Azure DevOps: Dockerfiles with multiline environment variables, private repos, and ssh keys

My previous blog post, How to access private Azure DevOps repos from a Dockerfile! was a big hit in the DevOps and container communities, however, there was one area I discovered that could use further improvement. How does one preserve the multiline formatting when passing the multiline contents of the ssh private key through an environment variable? My final example Dockerfile from my previous post showed the following format, which works great locally:

# this is our first build stage, it will not persist in the final image 
FROM alpine as intermediate 
# install git
RUN apk update RUN apk add git openssh 
 
# add credentials on build ARG SSH_PRIVATE_KEY RUN mkdir /root/.ssh/ 
RUN echo "${SSH_PRIVATE_KEY}" > ~/.ssh/id_rsa RUN chmod 600 ~/.ssh/id_rsa 

# make sure your domain is accepted 
RUN touch /root/.ssh/known_hosts 
RUN ssh-keyscan vs-ssh.visualstudio.com >> /root/.ssh/known_hosts 
RUN git clone [azure-devops-account-name]@vs-ssh.visualstudio.com:v3/[azure-devops-account-name]/[project-name]/[project-name] 
 
FROM alpine # copy the repository form the previous image COPY --from=intermediate /[project-name] /srv/[project-name]

The only problem is when you start to rub a little DevOps on the process. Every single CI/CD tool operates a little differently and as such the formatting of the parsed SSH_PRIVATE_KEY can get messed up and produce this error:

Load key “~/.ssh/id_rsa” or “/root/.ssh/id_rsa”: invalid format – permission denied.

http://gph.is/1VVfeW2

The solution is to resolve the line break (/n) the variable couldn’t properly address. To do this you can use tr to replace a character with a new line, but that means we also need to use a variable that has a character to replace.

So how about we do something like this in Linux? cat ~/.ssh/[private-key-file] | tr 'n' ','. (I believe cat should also work as an alias for Get-Content in Windows PowerShell.) This works great and produces a file with commas for every new line rather than a new line itself.

Hint: If you’re on macOS and want to also run that command AND paste it to your clipboard so you can paste it into Azure DevOps or some other CI/CD tool, you can run this command cat ~/.ssh/[private-key-file] | tr 'n' ',' | pbcopy

Now, that means we also have to update our docker file with a line that can parse our newly formatted string and remove the commas and reinstate the line breaks. We do that with a line like this: echo "${SSH_PRIVATE_KEY}" | tr "," "n" > ~/.ssh/id_rsa.

So our newly updated Dockerfile looks like this:

# this is our first build stage, it will not persist in the final image 
FROM alpine as intermediate 

# install git 
RUN apk update RUN apk add git openssh 

# add credentials on build and fix formatting 
ARG SSH_PRIVATE_KEY RUN mkdir /root/.ssh/ 

RUN echo "${SSH_PRIVATE_KEY}" | tr "," "n" > ~/.ssh/id_rsa 
RUN chmod 600 ~/.ssh/id_rsa 

# make sure your domain is accepted 
RUN touch /root/.ssh/known_hosts RUN ssh-keyscan vs-ssh.visualstudio.com >> /root/.ssh/known_hosts 
RUN git clone [azure-devops-account-name]@vs-ssh.visualstudio.com:v3/[azure-devops-account-name]/[project-name]/[project-name] 

FROM alpine # copy the repository form the previous image 
COPY --from=intermediate /[project-name] /srv/[project-name]

I have highlighted the line we have changed so the variable can be properly parsed.

And then in Azure DevOps (or the CI/CD tool of your choice), under variables, you now paste in the converted private key WITH commas:

Obviously, in a real-world scenario, I would also encrypt that variable, but I wanted to share the screenshot so you could see what was being pasted.

And in tasks, you still use the build argument as I previously stated: SSH_PRIVATE_KEY=$(SSH_PRIVATE_KEY)

So the only part that changes is the format of the ssh key file contents you paste into use as a variable for your pipeline and the line in your Dockerfile that parses that variable and creates your id_rsa key.

And then you save and queue a new build, and voila!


**Work task**
Give back a single number: the count of lines in the data that contain the string "Learn".

· · · · · · ·

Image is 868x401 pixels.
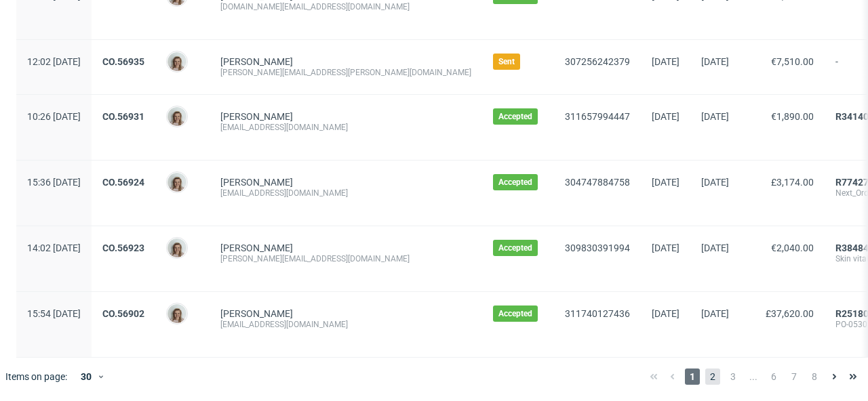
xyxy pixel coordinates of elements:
[220,188,471,199] div: [EMAIL_ADDRESS][DOMAIN_NAME]
[103,309,145,320] a: CO.56902
[652,243,679,254] span: [DATE]
[746,369,761,385] span: ...
[701,177,729,188] span: [DATE]
[499,243,533,254] span: Accepted
[565,56,630,67] a: 307256242379
[771,177,814,188] span: £3,174.00
[701,56,729,67] span: [DATE]
[168,52,186,71] img: Monika Poźniak
[652,177,679,188] span: [DATE]
[652,309,679,320] span: [DATE]
[27,56,81,67] span: 12:02 [DATE]
[771,111,814,122] span: €1,890.00
[499,309,533,320] span: Accepted
[220,177,293,188] a: [PERSON_NAME]
[726,369,741,385] span: 3
[565,243,630,254] a: 309830391994
[220,243,293,254] a: [PERSON_NAME]
[168,173,186,191] img: Monika Poźniak
[168,107,186,126] img: Monika Poźniak
[72,367,97,386] div: 30
[220,254,471,265] div: [PERSON_NAME][EMAIL_ADDRESS][DOMAIN_NAME]
[220,320,471,330] div: [EMAIL_ADDRESS][DOMAIN_NAME]
[808,369,822,385] span: 8
[786,369,802,385] span: 7
[499,111,533,122] span: Accepted
[499,177,533,188] span: Accepted
[701,111,729,122] span: [DATE]
[565,309,630,320] a: 311740127436
[766,369,781,385] span: 6
[27,177,81,188] span: 15:36 [DATE]
[27,243,81,254] span: 14:02 [DATE]
[701,309,729,320] span: [DATE]
[652,111,679,122] span: [DATE]
[27,111,81,122] span: 10:26 [DATE]
[5,370,67,384] span: Items on page:
[565,111,630,122] a: 311657994447
[168,304,186,323] img: Monika Poźniak
[220,309,293,320] a: [PERSON_NAME]
[701,243,729,254] span: [DATE]
[706,369,720,385] span: 2
[652,56,679,67] span: [DATE]
[565,177,630,188] a: 304747884758
[499,56,515,67] span: Sent
[220,111,293,122] a: [PERSON_NAME]
[103,111,145,122] a: CO.56931
[771,56,814,67] span: €7,510.00
[220,1,471,12] div: [DOMAIN_NAME][EMAIL_ADDRESS][DOMAIN_NAME]
[103,56,145,67] a: CO.56935
[771,243,814,254] span: €2,040.00
[168,238,186,257] img: Monika Poźniak
[103,177,145,188] a: CO.56924
[220,67,471,78] div: [PERSON_NAME][EMAIL_ADDRESS][PERSON_NAME][DOMAIN_NAME]
[765,309,814,320] span: £37,620.00
[220,122,471,133] div: [EMAIL_ADDRESS][DOMAIN_NAME]
[220,56,293,67] a: [PERSON_NAME]
[27,309,81,320] span: 15:54 [DATE]
[685,369,700,385] span: 1
[103,243,145,254] a: CO.56923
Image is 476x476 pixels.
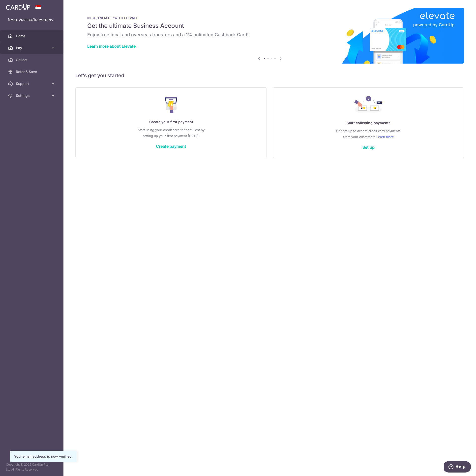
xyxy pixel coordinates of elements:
[8,17,55,22] p: [EMAIL_ADDRESS][DOMAIN_NAME]
[363,145,375,150] a: Set up
[16,69,49,74] span: Refer & Save
[86,127,257,139] p: Start using your credit card to the fullest by setting up your first payment [DATE]!
[75,8,464,64] img: Renovation banner
[165,97,178,113] img: Make Payment
[6,4,30,10] img: CardUp
[16,81,49,86] span: Support
[87,16,452,20] p: IN PARTNERSHIP WITH ELEVATE
[156,144,186,149] a: Create payment
[16,57,49,62] span: Collect
[283,120,454,126] p: Start collecting payments
[283,128,454,140] p: Get set up to accept credit card payments from your customers.
[86,119,257,125] p: Create your first payment
[354,96,383,114] img: Collect Payment
[444,461,471,473] iframe: Opens a widget where you can find more information
[87,32,452,38] h6: Enjoy free local and overseas transfers and a 1% unlimited Cashback Card!
[87,44,136,49] a: Learn more about Elevate
[87,22,452,30] h5: Get the ultimate Business Account
[16,46,49,50] span: Pay
[14,454,73,459] div: Your email address is now verified.
[75,72,464,80] h5: Let’s get you started
[377,134,394,140] a: Learn more
[16,34,49,39] span: Home
[16,93,49,98] span: Settings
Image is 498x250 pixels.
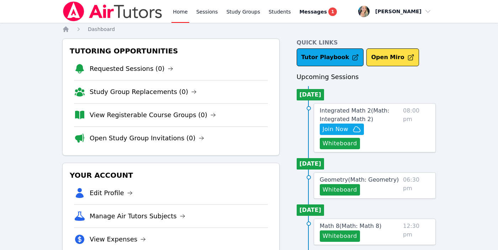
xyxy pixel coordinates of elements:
a: View Expenses [90,234,146,244]
a: Requested Sessions (0) [90,64,173,74]
button: Whiteboard [320,230,360,242]
span: Dashboard [88,26,115,32]
button: Whiteboard [320,184,360,195]
li: [DATE] [297,158,324,169]
a: Integrated Math 2(Math: Integrated Math 2) [320,106,401,124]
a: Geometry(Math: Geometry) [320,176,399,184]
li: [DATE] [297,204,324,216]
span: Geometry ( Math: Geometry ) [320,176,399,183]
span: 08:00 pm [403,106,430,149]
h3: Tutoring Opportunities [68,45,274,57]
button: Open Miro [367,48,419,66]
span: 12:30 pm [403,222,430,242]
a: Manage Air Tutors Subjects [90,211,186,221]
button: Join Now [320,124,364,135]
a: Dashboard [88,26,115,33]
h3: Upcoming Sessions [297,72,436,82]
a: Tutor Playbook [297,48,364,66]
a: Edit Profile [90,188,133,198]
a: Open Study Group Invitations (0) [90,133,204,143]
a: View Registerable Course Groups (0) [90,110,216,120]
img: Air Tutors [62,1,163,21]
h4: Quick Links [297,38,436,47]
a: Study Group Replacements (0) [90,87,197,97]
span: Integrated Math 2 ( Math: Integrated Math 2 ) [320,107,390,122]
h3: Your Account [68,169,274,182]
a: Math 8(Math: Math 8) [320,222,382,230]
span: Messages [300,8,327,15]
span: Math 8 ( Math: Math 8 ) [320,223,382,229]
span: 06:30 pm [403,176,430,195]
span: Join Now [323,125,349,134]
button: Whiteboard [320,138,360,149]
nav: Breadcrumb [62,26,436,33]
span: 1 [329,7,337,16]
li: [DATE] [297,89,324,100]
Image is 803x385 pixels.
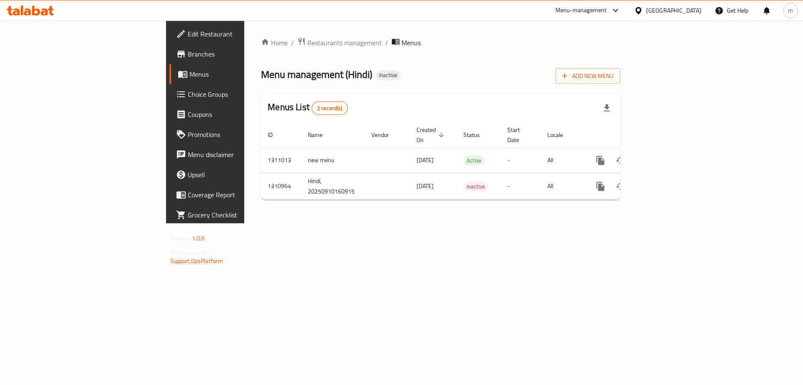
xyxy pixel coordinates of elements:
[170,233,191,244] span: Version:
[501,147,541,173] td: -
[548,130,574,140] span: Locale
[170,255,223,266] a: Support.OpsPlatform
[169,64,300,84] a: Menus
[556,68,621,84] button: Add New Menu
[562,71,614,81] span: Add New Menu
[556,5,607,15] div: Menu-management
[417,125,447,145] span: Created On
[192,233,205,244] span: 1.0.0
[312,104,348,112] span: 2 record(s)
[541,173,584,199] td: All
[188,190,294,200] span: Coverage Report
[308,38,382,48] span: Restaurants management
[308,130,334,140] span: Name
[188,169,294,180] span: Upsell
[169,44,300,64] a: Branches
[501,173,541,199] td: -
[169,84,300,104] a: Choice Groups
[188,89,294,99] span: Choice Groups
[169,144,300,164] a: Menu disclaimer
[188,49,294,59] span: Branches
[597,98,617,118] div: Export file
[268,101,348,115] h2: Menus List
[261,122,678,200] table: enhanced table
[298,37,382,48] a: Restaurants management
[584,122,678,148] th: Actions
[301,147,365,173] td: new menu
[169,24,300,44] a: Edit Restaurant
[169,164,300,185] a: Upsell
[301,173,365,199] td: Hindi, 20250910160915
[464,156,485,165] span: Active
[402,38,421,48] span: Menus
[464,155,485,165] div: Active
[611,150,631,170] button: Change Status
[788,6,793,15] span: m
[190,69,294,79] span: Menus
[188,129,294,139] span: Promotions
[376,70,401,80] div: Inactive
[188,210,294,220] span: Grocery Checklist
[464,130,491,140] span: Status
[591,150,611,170] button: more
[376,72,401,79] span: Inactive
[169,185,300,205] a: Coverage Report
[591,176,611,196] button: more
[464,182,489,191] span: Inactive
[169,205,300,225] a: Grocery Checklist
[417,154,434,165] span: [DATE]
[312,101,348,115] div: Total records count
[169,104,300,124] a: Coupons
[464,181,489,191] div: Inactive
[508,125,531,145] span: Start Date
[261,65,372,84] span: Menu management ( Hindi )
[170,247,209,258] span: Get support on:
[541,147,584,173] td: All
[647,6,702,15] div: [GEOGRAPHIC_DATA]
[417,180,434,191] span: [DATE]
[188,29,294,39] span: Edit Restaurant
[261,37,621,48] nav: breadcrumb
[268,130,284,140] span: ID
[169,124,300,144] a: Promotions
[372,130,400,140] span: Vendor
[188,149,294,159] span: Menu disclaimer
[611,176,631,196] button: Change Status
[385,38,388,48] li: /
[188,109,294,119] span: Coupons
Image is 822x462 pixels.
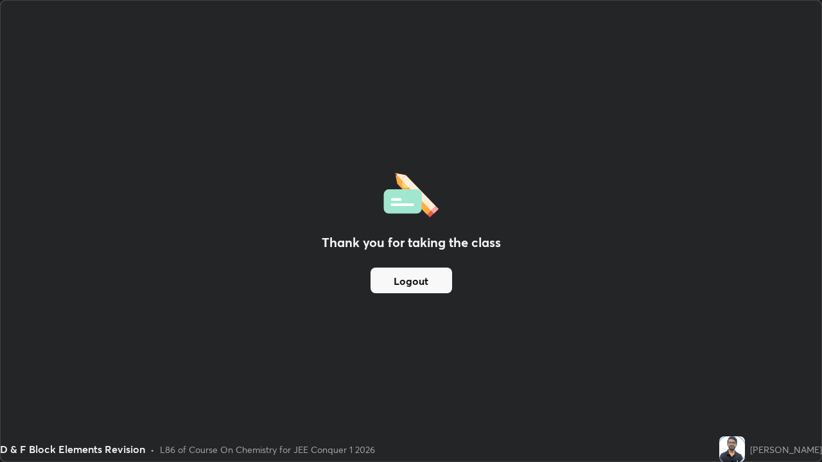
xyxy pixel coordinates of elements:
h2: Thank you for taking the class [322,233,501,252]
img: offlineFeedback.1438e8b3.svg [383,169,438,218]
button: Logout [370,268,452,293]
div: [PERSON_NAME] [750,443,822,456]
div: L86 of Course On Chemistry for JEE Conquer 1 2026 [160,443,375,456]
div: • [150,443,155,456]
img: fbb457806e3044af9f69b75a85ff128c.jpg [719,437,745,462]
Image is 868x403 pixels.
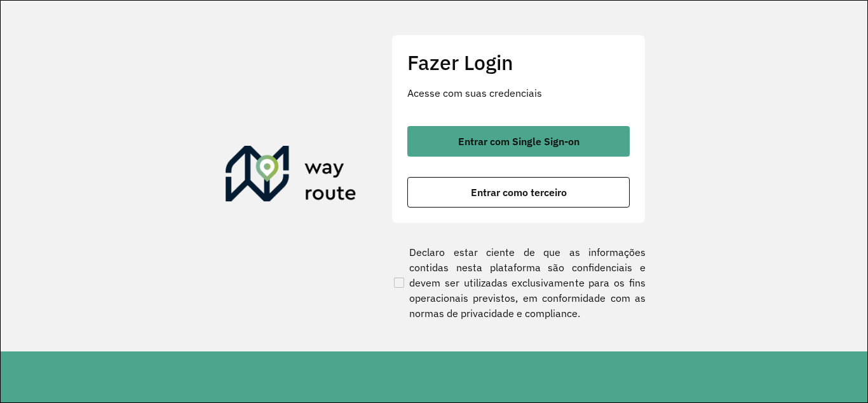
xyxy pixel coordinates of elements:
button: button [407,177,630,207]
label: Declaro estar ciente de que as informações contidas nesta plataforma são confidenciais e devem se... [391,245,646,321]
p: Acesse com suas credenciais [407,86,630,100]
span: Entrar com Single Sign-on [458,136,580,146]
span: Entrar como terceiro [471,187,567,197]
h2: Fazer Login [407,50,630,74]
img: Roteirizador AmbevTech [226,146,357,207]
button: button [407,126,630,156]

· · · · · · ·

**Reply to the task**
2